• _What you will do_
Please repeat exactly the lines from the one containing "The image size is (980, 450)." to the end of the entries below, both included, and omit all pictures.

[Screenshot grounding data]

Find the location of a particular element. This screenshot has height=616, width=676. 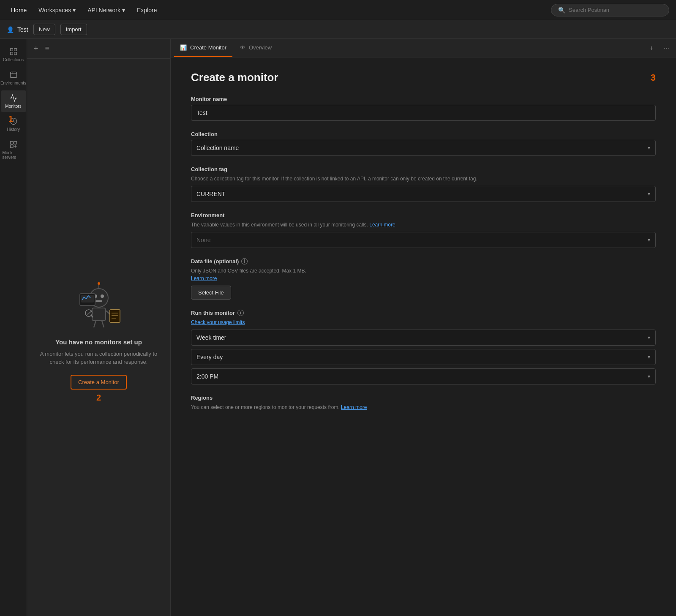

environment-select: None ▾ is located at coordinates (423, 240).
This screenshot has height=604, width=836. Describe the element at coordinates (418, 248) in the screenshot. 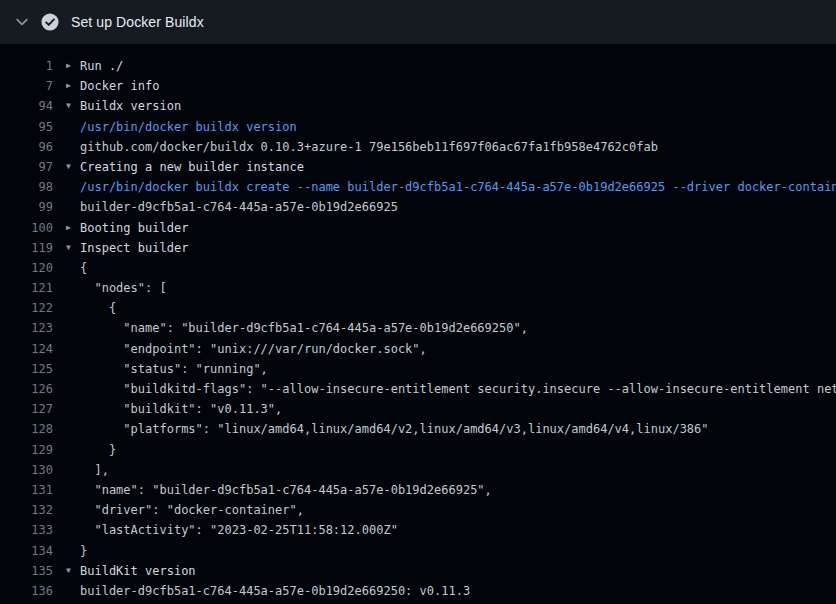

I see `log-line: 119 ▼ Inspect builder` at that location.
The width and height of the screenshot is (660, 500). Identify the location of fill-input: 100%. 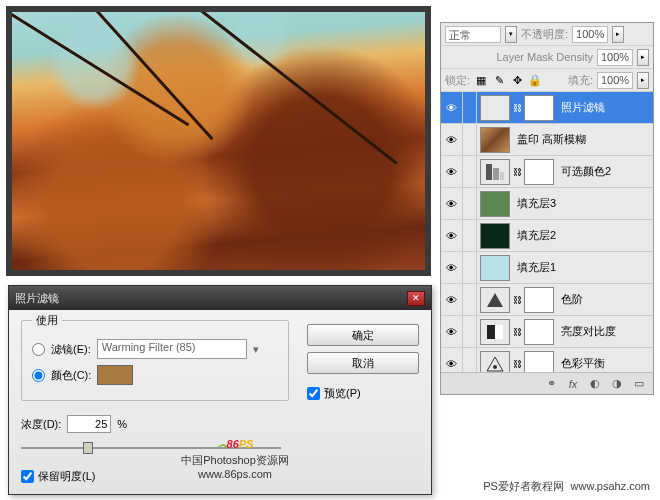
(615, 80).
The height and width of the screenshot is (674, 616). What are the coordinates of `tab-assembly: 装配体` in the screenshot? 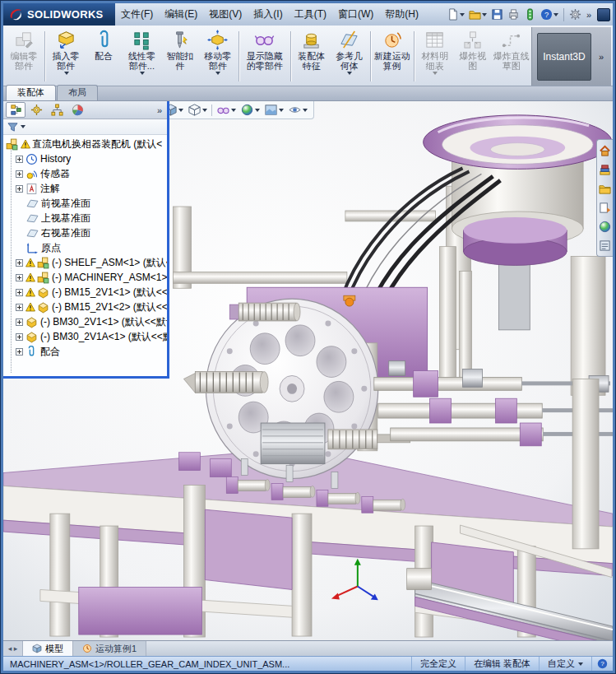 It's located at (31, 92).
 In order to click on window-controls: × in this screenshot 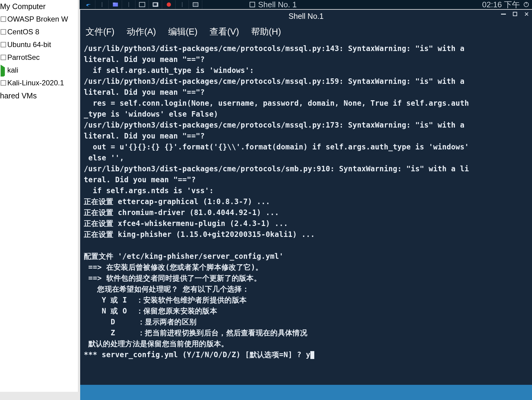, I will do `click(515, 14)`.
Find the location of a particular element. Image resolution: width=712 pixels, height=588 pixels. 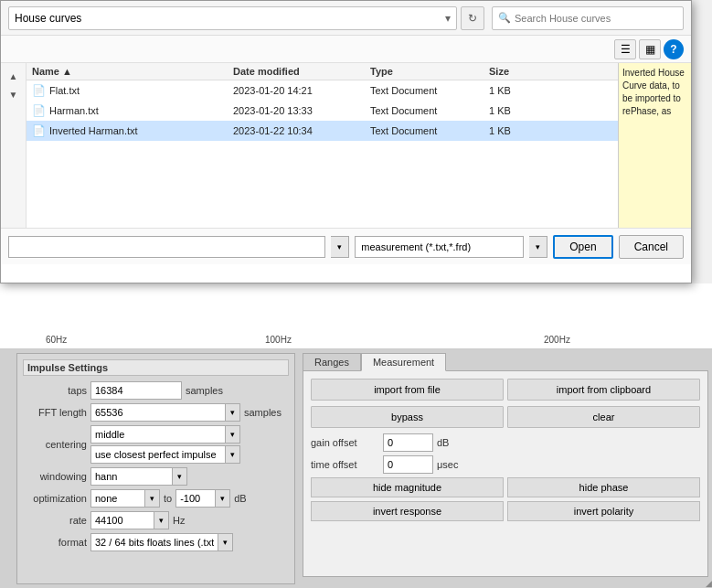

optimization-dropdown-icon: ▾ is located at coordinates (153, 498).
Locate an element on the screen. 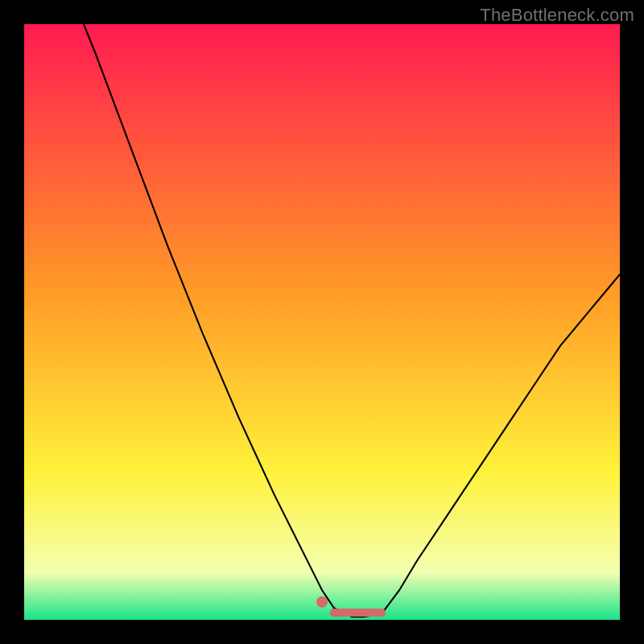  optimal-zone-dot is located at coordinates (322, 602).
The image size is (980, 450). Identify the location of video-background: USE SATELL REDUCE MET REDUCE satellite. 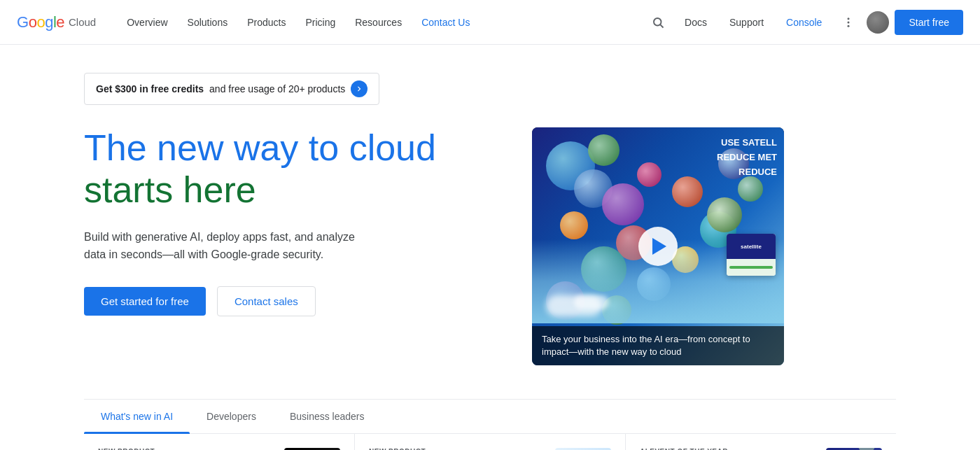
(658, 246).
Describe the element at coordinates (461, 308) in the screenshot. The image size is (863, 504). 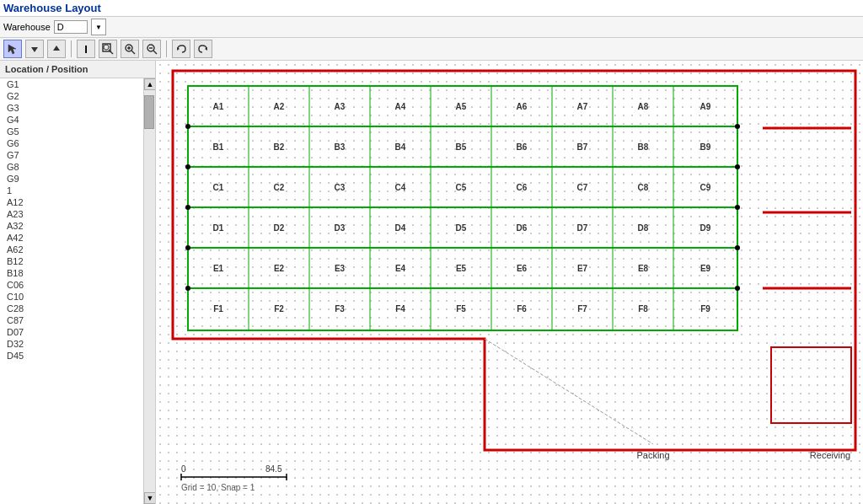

• _Response to the exercise_
The image size is (980, 450). Identify the location of video-background: USE SATELL REDUCE MET REDUCE satellite. 
(658, 246).
Describe the element at coordinates (461, 308) in the screenshot. The image size is (863, 504). 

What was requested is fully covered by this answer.